We’re all bigots — the “select” thousands of us. I, who swam for the first predominantly Black, elite-level swim team in America (the Philadelphia Department of Recreation, which pioneered racial diversity in aquatics) and helped empower the minuscule Jewish and Black communities on campus by organizing annual Freedom Seders, am, in fact, the biggest bigot of them all.

And you? Where do you stand on the College encouraging young minorities to mush their brains into scrambled eggs every Saturday as inebriated masses scream wildly for their self-destruction? Where do you stand on universities guiding their football players to the blandest course offerings that leave them with vapid degrees and unchallenged intellects, while 98% never go to the NFL? What has William and Mary done to increase diversity without using football? And if we insist on pigeonholing minorities into sports, do you believe these students’ athleticism and work ethic wouldn’t translate to track, wrestling, lacrosse, soccer, if we fostered a cultural paradigm shift?

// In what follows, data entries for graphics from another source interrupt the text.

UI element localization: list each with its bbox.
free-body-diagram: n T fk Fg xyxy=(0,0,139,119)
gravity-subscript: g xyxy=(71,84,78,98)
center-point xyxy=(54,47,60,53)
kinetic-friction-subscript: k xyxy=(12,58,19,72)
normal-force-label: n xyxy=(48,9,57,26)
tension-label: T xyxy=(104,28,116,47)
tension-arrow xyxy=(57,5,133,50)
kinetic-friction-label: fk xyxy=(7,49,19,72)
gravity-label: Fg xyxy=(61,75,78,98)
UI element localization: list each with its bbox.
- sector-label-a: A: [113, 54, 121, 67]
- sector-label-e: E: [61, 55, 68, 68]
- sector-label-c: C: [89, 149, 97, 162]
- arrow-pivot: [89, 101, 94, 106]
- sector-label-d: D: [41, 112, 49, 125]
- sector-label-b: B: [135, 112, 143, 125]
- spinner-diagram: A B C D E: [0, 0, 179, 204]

While we talk about race, let’s add sexuality. Shall I assume you’re a homophobe for condoning the College’s decision to exterminate the very sports — swimming, gymnastics — in which gays often participate?  Is this the finger I should point?  When others say “gays don’t play sports” who should I tell them has stolen their opportunities?  Who should I tell them has ripped apart their community of allies?  As a gay man, please, enlighten me.

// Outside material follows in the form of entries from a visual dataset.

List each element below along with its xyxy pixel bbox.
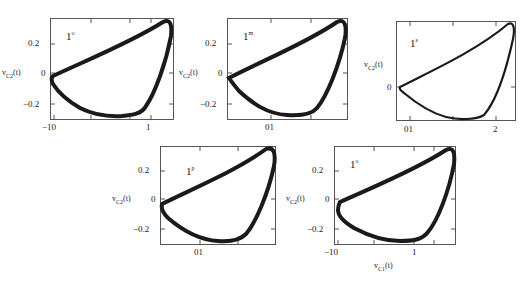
xtick-label: 1 <box>146 123 151 132</box>
y-axis-label: vC2(t) <box>364 61 383 71</box>
phase-plot-panel-4: 1p 0.2 0 −0.2 01 vC2(t) <box>160 146 276 245</box>
panel-tag: 1m <box>243 30 253 42</box>
panel-tag: 1o <box>350 158 359 170</box>
panel-tag: 1s <box>410 37 418 49</box>
ytick-label: 0 <box>325 195 330 204</box>
y-axis-label: vC2(t) <box>112 195 131 205</box>
ytick-label: 0 <box>387 83 392 92</box>
ytick-label: −0.2 <box>200 100 216 109</box>
xtick-label: 1 <box>412 248 417 257</box>
ytick-label: −0.2 <box>133 225 149 234</box>
ytick-label: −0.2 <box>23 100 39 109</box>
ytick-label: 0 <box>41 69 46 78</box>
xtick-label: 01 <box>265 123 274 132</box>
x-axis-label: vC1(t) <box>374 262 393 272</box>
ytick-label: 0.2 <box>312 166 323 175</box>
y-axis-label: vC2(t) <box>286 195 305 205</box>
plot-area <box>396 21 516 121</box>
xtick-label: 01 <box>404 125 413 134</box>
xtick-label: 2 <box>493 125 498 134</box>
ytick-label: 0 <box>151 195 156 204</box>
phase-plot-panel-2: 1m 0.2 0 −0.2 01 vC2(t) <box>227 18 348 120</box>
ytick-label: 0.2 <box>28 39 39 48</box>
y-axis-label: vC2(t) <box>179 69 198 79</box>
plot-area <box>160 146 276 245</box>
panel-tag: 1o <box>66 30 75 42</box>
ytick-label: −0.2 <box>307 225 323 234</box>
xtick-label: 01 <box>194 248 203 257</box>
ytick-label: 0.2 <box>205 39 216 48</box>
phase-plot-panel-1: 1o 0.2 0 −0.2 −10 1 vC2(t) <box>50 18 174 120</box>
xtick-label: −10 <box>42 123 56 132</box>
panel-tag: 1p <box>186 165 195 177</box>
ytick-label: 0 <box>218 69 223 78</box>
ytick-label: 0.2 <box>138 166 149 175</box>
y-axis-label: vC2(t) <box>2 69 21 79</box>
xtick-label: −10 <box>324 248 338 257</box>
limit-cycle-trajectory <box>162 148 275 241</box>
phase-plot-panel-3: 1s 0 01 2 vC2(t) <box>396 21 516 121</box>
phase-plot-panel-5: 1o 0.2 0 −0.2 −10 1 vC2(t) vC1(t) <box>334 146 456 245</box>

“There are issues for example like Title 9, opportunities for minorities to get scholarships, opportunities for alumni and the community to engage (e.g. during a football game), which may lead to benefits that go above and beyond the nominal revenues. Why are we presented with a very simplistic cost analysis when we are missing on all the other parameters of the issue?”

Questioning the professors “simplistic cost analysis” doesn’t compute alongside your own vague, careless, “may lead to” arguments. If intangible benefits like flag-waving and face-painting and other social cues that remind us to be proud were so important to the institution’s newest rubric by which we value teams—1) Division-I identity, 2) financial stability, 3) Title IX compliance—surely, the College would have included it. Football has averaged a loss of $1.06 million a year for the last ten years. Numbers don’t lie. Neither does the tension between Title IX and football. The latter has no women’s analog. Football, with 63 scholarships and 100-plus-person rosters, no matter how you dissect it, is at the heart of virtually every Title IX “issue.”

“If on any issue that impacts a small group of individuals (in this case, students from seven sports, their families, and maybe some alumni who somehow got dragged into this following some intensive email campaign) we need to institute a “Task Force of faculty, staff, students” etc, how will we be able to make any decisions other than simply continuing ad perpetuum doing the same things over and over, just because we used to do them?”

To be clear, no one “got dragged” into anything. We’ve been storming Normandy voluntarily since the moment the school invaded our values. 30 percent is only small if your goal is for Athletics to be comprised primarily of football and basketball players.  Athletics can regain its autonomy when it stops rewarding some teams for hemorrhaging millions — ad perpetuum—while cutting others for becoming increasingly self-sustaining.  If you have five children and one of them won’t stop spending your money, do you punish the other four?

It’s time we had a public dialogue — you, I, this administration, and all the stakeholders who have something to say.